So he loaded the old shot-gun. It belched forth fire and smoke into space. And the thunder of his shot went rolling off in a reverberating din among the mountain echoes, until a hundred tongues repeated his appeal for help. Again he loaded rapidly and fired. And yet again, with nervous, eager fingers. So on, till he had let off half a dozen shots in quick succession.
Then he waited, listening as if every pulse in his body had suddenly become an ear.
But when the last growling echo had died away, not a sound broke the almost absolute silence on the mountain-side. Evidently not a human soul was near enough to hear or understand his signals of distress.
In these bitter minutes some sensations ran through Dol Farrar which he had never known before; and, as he afterwards expressed it, “they were enough to cover any fellow with goose-flesh.”
He felt that he had reached the dreariest point of the unknown, and was a lonely, drifting atom in this immense solitude of forest and rock.
Never in his life before or afterwards did he come so near to Point Despair as when he stumbled down the mountain, spurning that treacherous trail, and going wherever his jaded feet found travelling tolerably easy. He had picked up the shot-gun; but the black ducks, the primary cause of his misadventure, he clean forgot, leaving them lying amid the chaos at the foot of the crag, to have their bones picked by some lucky raccoon or fox.

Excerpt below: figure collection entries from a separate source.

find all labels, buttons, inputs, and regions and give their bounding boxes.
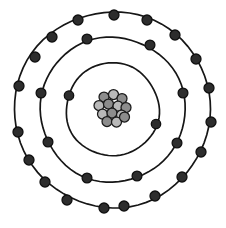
electron-shell3-2 [142,15,152,25]
electron-shell2-4 [132,171,142,181]
electron-shell3-15 [13,127,23,137]
electron-shell3-18 [47,32,57,42]
nucleon-neutron-13 [120,112,130,122]
electron-shell3-5 [204,83,214,93]
electron-shell3-8 [177,172,187,182]
electron-shell2-6 [43,137,53,147]
electron-shell2-3 [172,138,182,148]
electron-shell3-16 [14,81,24,91]
electron-shell3-11 [99,203,109,213]
electron-shell2-5 [82,173,92,183]
electron-shell3-17 [30,52,40,62]
electron-shell3-13 [40,177,50,187]
electron-shell1-2 [151,119,160,128]
electron-shell2-2 [178,88,188,98]
electron-shell3-12 [62,195,72,205]
electron-shell3-4 [191,54,201,64]
nucleus-cluster [94,90,131,128]
nucleon-neutron-11 [102,117,112,127]
atom-svg-canvas [0,0,226,228]
electron-shell3-14 [24,155,34,165]
electron-shell2-8 [82,34,92,44]
electron-shell3-10 [119,201,129,211]
bohr-model-atom-diagram [0,0,226,228]
electron-shell3-6 [206,117,216,127]
electron-shell3-7 [196,147,206,157]
electron-shell1-1 [64,91,73,100]
electron-shell2-7 [36,88,46,98]
electron-shell3-19 [73,15,83,25]
electron-shell3-3 [170,30,180,40]
electron-shell2-1 [145,40,155,50]
electron-shell3-1 [109,10,119,20]
electron-shell3-9 [150,191,160,201]
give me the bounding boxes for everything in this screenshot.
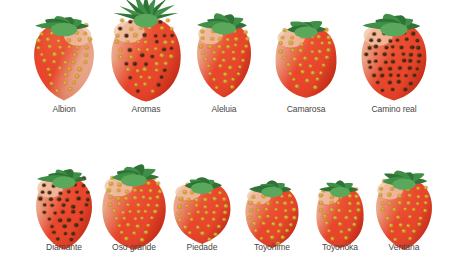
seed-highlight [170, 55, 172, 57]
seed-highlight [392, 88, 393, 89]
seed-highlight [144, 41, 145, 42]
seed-highlight [418, 60, 419, 61]
seed-highlight [116, 35, 117, 36]
seed-highlight [357, 202, 359, 203]
seed-highlight [424, 210, 425, 211]
seed-highlight [159, 191, 161, 192]
calyx-center [330, 187, 350, 197]
seed-highlight [136, 70, 137, 71]
seed-highlight [53, 232, 54, 233]
seed-highlight [195, 199, 197, 200]
seed-highlight [417, 187, 418, 188]
seed-highlight [191, 219, 192, 220]
seed-highlight [72, 233, 74, 234]
seed-highlight [165, 63, 167, 64]
seed-highlight [77, 198, 79, 200]
seed-highlight [140, 77, 141, 78]
seed-highlight [299, 50, 301, 51]
seed-highlight [290, 224, 291, 225]
seed-highlight [110, 183, 112, 185]
seed-highlight [208, 238, 209, 239]
seed-highlight [62, 211, 64, 212]
seed-highlight [425, 187, 426, 188]
seed-highlight [267, 230, 268, 231]
seed-highlight [400, 46, 402, 47]
seed-highlight [411, 46, 413, 48]
seed-highlight [116, 41, 117, 42]
seed-highlight [223, 198, 225, 199]
seed-highlight [72, 211, 74, 212]
seed-highlight [315, 58, 317, 60]
seed-highlight [144, 211, 145, 212]
seed-highlight [418, 54, 420, 56]
seed-highlight [349, 210, 350, 211]
seed-highlight [161, 27, 163, 29]
seed-highlight [69, 88, 70, 89]
seed-highlight [229, 67, 231, 68]
seed-highlight [152, 91, 153, 92]
seed-highlight [179, 219, 181, 220]
calyx-center [51, 22, 77, 36]
seed-highlight [43, 185, 44, 186]
seed-highlight [296, 85, 298, 86]
seed-highlight [393, 209, 395, 210]
seed-highlight [157, 84, 159, 85]
seed-highlight [80, 212, 81, 213]
seed-highlight [62, 204, 64, 205]
seed-highlight [369, 66, 370, 67]
seed-highlight [318, 36, 320, 37]
seed-highlight [137, 90, 138, 91]
seed-highlight [321, 42, 322, 43]
seed-highlight [249, 216, 250, 217]
calyx-center [52, 177, 75, 189]
seed-highlight [85, 54, 86, 55]
seed-highlight [368, 60, 369, 61]
seed-highlight [62, 52, 64, 53]
seed-highlight [284, 202, 286, 204]
seed-highlight [257, 209, 258, 210]
seed-highlight [56, 89, 58, 90]
seed-highlight [82, 185, 83, 186]
seed-highlight [345, 216, 347, 217]
seed-highlight [155, 48, 156, 49]
seed-highlight [408, 194, 410, 195]
seed-highlight [85, 204, 86, 205]
seed-highlight [223, 60, 224, 61]
seed-highlight [232, 79, 233, 80]
seed-highlight [392, 53, 393, 54]
seed-highlight [51, 205, 52, 206]
strawberry-illustration [167, 152, 237, 250]
seed-highlight [41, 53, 42, 54]
seed-highlight [202, 52, 203, 53]
seed-highlight [272, 223, 274, 224]
seed-highlight [404, 88, 406, 89]
seed-highlight [252, 196, 253, 197]
seed-highlight [345, 237, 347, 238]
seed-highlight [80, 219, 81, 220]
seed-highlight [398, 202, 400, 203]
seed-highlight [260, 237, 261, 238]
seed-highlight [164, 70, 165, 71]
seed-highlight [282, 37, 283, 38]
seed-highlight [281, 195, 282, 196]
seed-highlight [289, 73, 290, 74]
seed-highlight [64, 73, 66, 74]
seed-highlight [204, 198, 206, 200]
calyx-center [261, 187, 283, 197]
seed-highlight [213, 79, 214, 80]
seed-highlight [301, 71, 303, 72]
seed-highlight [331, 208, 333, 210]
seed-highlight [255, 230, 256, 231]
seed-highlight [155, 35, 156, 36]
seed-highlight [64, 81, 66, 82]
seed-highlight [413, 74, 414, 75]
seed-highlight [337, 202, 338, 203]
seed-highlight [409, 216, 410, 217]
seed-highlight [48, 45, 50, 47]
cultivar-label-toyonoka: Toyonoka [312, 242, 368, 252]
cultivar-label-camino-real: Camino real [358, 104, 430, 114]
seed-highlight [373, 32, 374, 33]
seed-highlight [290, 42, 292, 44]
cultivar-label-piedade: Piedade [171, 242, 234, 252]
seed-highlight [316, 78, 317, 79]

Wandering along in a zigzag way, he by and by reached the base of the mountain at a point where there was a break in the forest. A patch of dreary-looking swamp was before him, covered with clumps of alder-bushes—a true Slough of Despond.
Dol Farrar knew none of the miseries of plunging through an alder-swamp, but he luckily recalled in time a warning from Cyrus that a slight wetting would render his moccasins useless. While he halted undecidedly on its brink, he pulled out his watch; one glance at this, and another at the sky, which now lay open like a scroll above him, gave him a sickening shock. He had started from camp at noon; now it was after five o’clock. Little more than another hour, and not twilight, but the blackness of a total eclipse, would reign in the forest.
The blood rushed to his head, and his mouth grew feverish at the thought. As he licked his cracking lips, he caught a faint, tinkling, rumbling sound of falling water somewhere to the right. Of a sudden his sufferings of mind and body were merged into one burning desire to drink, and he turned eagerly in that direction.